The Load-Bearing Wall
In 2019, a couple in Charlotte, North Carolina, hired a contractor to open up their cramped kitchen. They wanted the wall between the kitchen and living room removed to create a bright, modern space. The contractor warned them: that wall was load-bearing. Remove it, and the second floor wouldn't just sag — it would eventually collapse. Every beam, every joist, every room upstairs depended on that single wall holding firm beneath them.
They didn't believe him. They hired someone cheaper who swung the sledgehammer without hesitation. Within three weeks, cracks spider-webbed across the ceiling. Doors upstairs wouldn't close. The whole structure began to shift and groan. An engineer later confirmed what the first contractor had said — that one wall held everything together.
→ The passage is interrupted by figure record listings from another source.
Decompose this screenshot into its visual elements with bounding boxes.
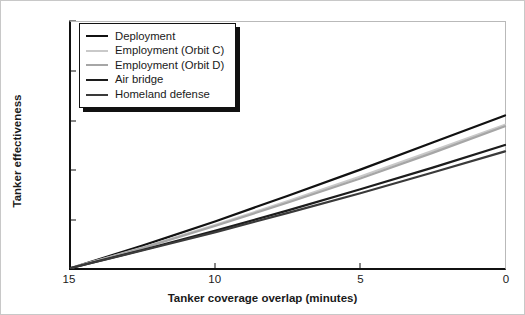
legend-label: Air bridge — [115, 74, 163, 85]
legend-item[interactable]: Employment (Orbit C) — [86, 44, 228, 59]
x-tick-label: 0 — [503, 273, 509, 285]
legend-label: Homeland defense — [115, 89, 210, 100]
legend-swatch-icon — [86, 50, 108, 52]
legend-item[interactable]: Homeland defense — [86, 87, 228, 102]
legend-label: Deployment — [115, 31, 175, 42]
x-axis-title: Tanker coverage overlap (minutes) — [1, 292, 524, 304]
legend-item[interactable]: Air bridge — [86, 73, 228, 88]
chart-legend: DeploymentEmployment (Orbit C)Employment… — [79, 23, 236, 108]
legend-swatch-icon — [86, 94, 108, 96]
legend-swatch-icon — [86, 35, 108, 37]
legend-item[interactable]: Deployment — [86, 29, 228, 44]
x-tick-label: 10 — [208, 273, 221, 285]
x-tick-label: 5 — [357, 273, 363, 285]
legend-swatch-icon — [86, 64, 108, 66]
chart-figure: Tanker effectiveness 1.001.011.021.031.0… — [0, 0, 525, 315]
legend-item[interactable]: Employment (Orbit D) — [86, 58, 228, 73]
legend-label: Employment (Orbit D) — [115, 60, 224, 71]
y-axis-title: Tanker effectiveness — [11, 51, 23, 251]
legend-swatch-icon — [86, 79, 108, 81]
x-tick-mark — [360, 263, 361, 270]
legend-label: Employment (Orbit C) — [115, 45, 224, 56]
x-tick-mark — [214, 263, 215, 270]
x-tick-label: 15 — [63, 273, 76, 285]
series-line — [71, 115, 505, 268]
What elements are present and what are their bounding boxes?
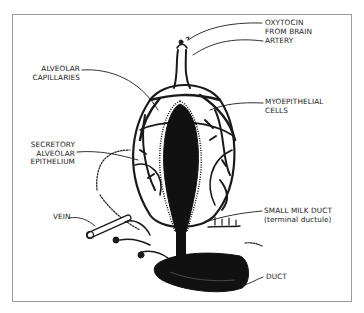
label-oxytocin: OXYTOCIN FROM BRAIN (265, 19, 312, 36)
label-artery: ARTERY (265, 37, 293, 46)
label-small-milk-duct: SMALL MILK DUCT (terminal ductule) (264, 207, 332, 224)
label-line: (terminal ductule) (264, 216, 332, 225)
label-line: EPITHELIUM (16, 158, 75, 167)
label-myoepithelial-cells: MYOEPITHELIAL CELLS (265, 98, 323, 115)
leader-oxytocin (188, 23, 262, 40)
label-line: DUCT (266, 273, 287, 282)
label-duct: DUCT (266, 273, 287, 282)
label-line: ARTERY (265, 37, 293, 46)
label-line: CELLS (265, 107, 323, 116)
label-line: VEIN (53, 213, 71, 222)
label-line: FROM BRAIN (265, 28, 312, 37)
label-line: CAPILLARIES (22, 74, 80, 83)
leader-artery (193, 40, 263, 55)
label-vein: VEIN (53, 213, 71, 222)
label-secretory-epithelium: SECRETORY ALVEOLAR EPITHELIUM (16, 141, 75, 167)
leader-vein (69, 217, 95, 226)
milk-duct (154, 253, 248, 292)
label-alveolar-capillaries: ALVEOLAR CAPILLARIES (22, 65, 80, 82)
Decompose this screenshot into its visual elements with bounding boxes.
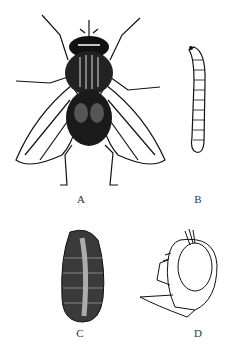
panel-label-d: D (190, 327, 206, 339)
panel-label-b: B (190, 193, 206, 205)
panel-label-c: C (72, 327, 88, 339)
panel-label-a: A (73, 193, 89, 205)
pupa-illustration (58, 228, 108, 324)
larva-illustration (186, 42, 216, 157)
adult-fly-illustration (10, 5, 170, 190)
fly-head-illustration (135, 225, 220, 325)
Paul makes the same argument about the resurrection. He tells the Corinthians that Christ's rising from the dead isn't one belief among many — something you can remove while keeping the rest of the faith intact. It is the load-bearing wall. Pull it out, and preaching becomes empty. Faith collapses into futility. The dead in Christ are simply gone. Believers become, as Paul puts it, the most pitiable people on earth.
But then comes that thunderous declaration: "But Christ has indeed been raised from the dead, the firstfruits of those who have fallen asleep." The wall holds. The structure stands. And because He lives, everything above it — forgiveness, hope, eternal life — remains firmly in place.